Continuing this analysis around for the entire 360-degree view, solver 🎬 John 🎬 from Washington, D.C., generated the following image:
As we already said, you could see the trees centered at (1, 0) and (3, 1). In the first quadrant, you could also see (2, 1), (1, 1), (3, 2), (1, 2), (2, 3), and (1, 3). That was a total of eight trees along the x-axis and in the first quadrant. Thanks to symmetry, the total number of visible trees was four times greater, for a total of 32 trees—the answer to last week’s Fiddler.
Finally, I want to extend an additional Best Picture Award to 🎬 Q P Liu 🎬 for slickly animating the trees in the style of a radar scanner.
Last Week’s Extra Credit
Congratulations to the (randomly selected) winner from last week: 🎻 Ethan Rubin 🎻, from Rocklin, California. For the Extra Credit, I received 34 timely submissions, 27 of which were correct—a 79 percent solve rate.
Once again, you were located at (0, 0) amidst an infinite grid of cylindrical trees. But this time, the trees were narrower, each with a radius of 0.1 units (and diameter 0.2 units).
When you looked due east, your line of sight was 0.9 units, thanks to the tree centered at (1, 0). But if you looked in other directions, it was possible to see farther away.
How long was your longest line of sight? Assume you were looking level with the ground, so that this was a two-dimensional puzzle (rather than three-dimensional one).
As with last week’s Fiddler, a good place to start was to figure out which trees were even visible. Solver 🎬 Joe Kelley 🎬 did this for all the trees in the first quadrant. Again, thanks to symmetry, this pattern was reflected in the other three quadrants.
Solver 🎬 Tom Singer 🎬 submitted an equally beautiful image of the bottom-right half of the first quadrant:
In Tom’s diagram, the trees colored in green, yellow, red, and purple were visible from (0, 0). The lone purple tree, centered at (9, 4), was farthest away. The center of the tree was √97, or about 9.85, units from (0, 0). However, √97 wasn’t quite the answer, since the problem was asking for your longest line of sight, whereas this was the distance to the center of the tree. Remember, these trees—like real trees—were opaque.
As it turned out, that tree centered at (9, 4) was barely visible, ostensibly sandwiched between the trees at (7, 3) and (2, 1), whose tangents respectively occurred at angles tan-1(3/7) + tan-1(0.1/√58) and tan-1(1/2) − tan-1(0.1/√5) counterclockwise from the x-axis. Extending these two tangent lines to the tree at (9, 4) gave you two candidates for the longest line of sight. After a little more algebra, these lengths turned out to be very close: approximately 9.748 units and 9.749 units, the greater of which was 9.749—the solution to last week’s Extra Credit. (For the record, I gave full marks to any solution that rounded to 9.75.)
Solver Laurent Lessard looked at how the number of visible trees and the longest line of sight both grew as the tree radius shrank.
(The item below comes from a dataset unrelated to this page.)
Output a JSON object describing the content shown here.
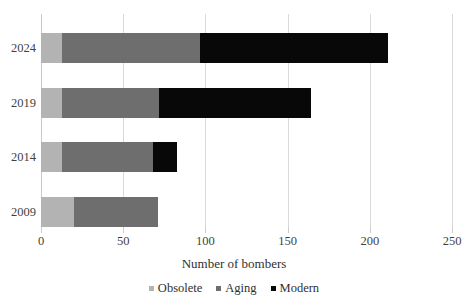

At smaller radii, there appeared to be some power laws at work, as shown by Laurent’s log-log plots:
Looking at these graphs, I wonder if the number of visible trees is proportional to the square of the longest line of sight at sufficiently small radii. Maybe with a constant of proportionality like 𝜋?
Want to Submit a Puzzle Idea?
Then do it! Your puzzle could be the highlight of everyone’s weekend. If you have a puzzle idea, shoot me an email. I love it when ideas also come with solutions, but that’s not a requirement.
I won! Hooray!
A pointer to the minimum set of rules of baseball needed to solve this problem would be nice.